13. Secure hypertext transfer protocol (S-HTTP) - Secure Hypertext Transfer Protocol
(S-HTTP) is another protocol used for encrypting data flowing over the Internet, but it
is limited to individual messages, whereas SSL and TLS are designed to establish a
secure connection between two computers.
14. Public key encryption - A more secure form of encryption called public key encryption
uses two keys: one shared (or public) and one totally private. The keys are
mathematically related so that data encrypted with one key can be decrypted using
only the other key. To send and receive messages, communicators first create
separate pairs of private and public keys. The public key is kept in a directory and the
private key must be kept secret. The sender encrypts a message with the recipient’s
public key. On receiving the message, the recipient uses his or her private key to
decrypt it.
15. Digital certificates - Digital certificates are data files used to establish the identity of
users and electronic assets for protection of online transactions.
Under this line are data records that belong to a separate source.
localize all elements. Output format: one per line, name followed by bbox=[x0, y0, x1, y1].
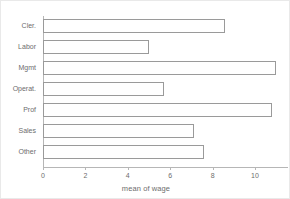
x-tick-mark bbox=[85, 167, 86, 170]
bar-chart-figure: Cler.LaborMgmtOperat.ProfSalesOther 0246… bbox=[0, 0, 290, 199]
x-tick-label: 8 bbox=[201, 172, 225, 179]
x-tick-mark bbox=[128, 167, 129, 170]
category-label: Prof bbox=[0, 103, 36, 117]
bar-rect bbox=[43, 124, 194, 138]
bar-rect bbox=[43, 61, 276, 75]
category-label: Other bbox=[0, 145, 36, 159]
x-tick-label: 10 bbox=[243, 172, 267, 179]
bar-rect bbox=[43, 82, 164, 96]
x-tick-label: 6 bbox=[158, 172, 182, 179]
x-tick-label: 4 bbox=[116, 172, 140, 179]
bar-rect bbox=[43, 19, 225, 33]
category-label: Operat. bbox=[0, 82, 36, 96]
bar-rect bbox=[43, 103, 272, 117]
category-label: Sales bbox=[0, 124, 36, 138]
bar-rect bbox=[43, 145, 204, 159]
x-axis-title: mean of wage bbox=[1, 184, 290, 193]
x-tick-mark bbox=[43, 167, 44, 170]
category-label: Cler. bbox=[0, 19, 36, 33]
category-label: Labor bbox=[0, 40, 36, 54]
x-tick-mark bbox=[255, 167, 256, 170]
category-label: Mgmt bbox=[0, 61, 36, 75]
x-axis-line bbox=[43, 167, 288, 168]
x-tick-mark bbox=[170, 167, 171, 170]
x-tick-label: 2 bbox=[73, 172, 97, 179]
bar-rect bbox=[43, 40, 149, 54]
x-tick-mark bbox=[213, 167, 214, 170]
x-tick-label: 0 bbox=[31, 172, 55, 179]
16. Public key infrastructure (PKI) - the use of public key cryptography working with a
CA (certification authority), is now widely used in e-commerce.
17. Online transaction processing - transactions entered online are immediately
processed by the computer. Multitudinous changes to databases, reporting, and
requests for information occur each instant.
18. Fault-tolerant computer systems - contain redundant hardware, software, and
power supply components that create an environment that provides continuous,
uninterrupted service.
19. Downtime - Downtime refers to periods of time in which a system is not operational.
20. Deep packet inspection (DPI) - DPI examines data files and sorts out low-priority
online material while assigning higher priority to business-critical files. Based on the
priorities established by a network’s operators, it decides whether a specific data
packet can continue to its destination or should be blocked or delayed while more
important traffic proceeds.
21. Managed security service providers (MSSPs) - monitor network activity and perform
vulnerability testing and intrusion detection.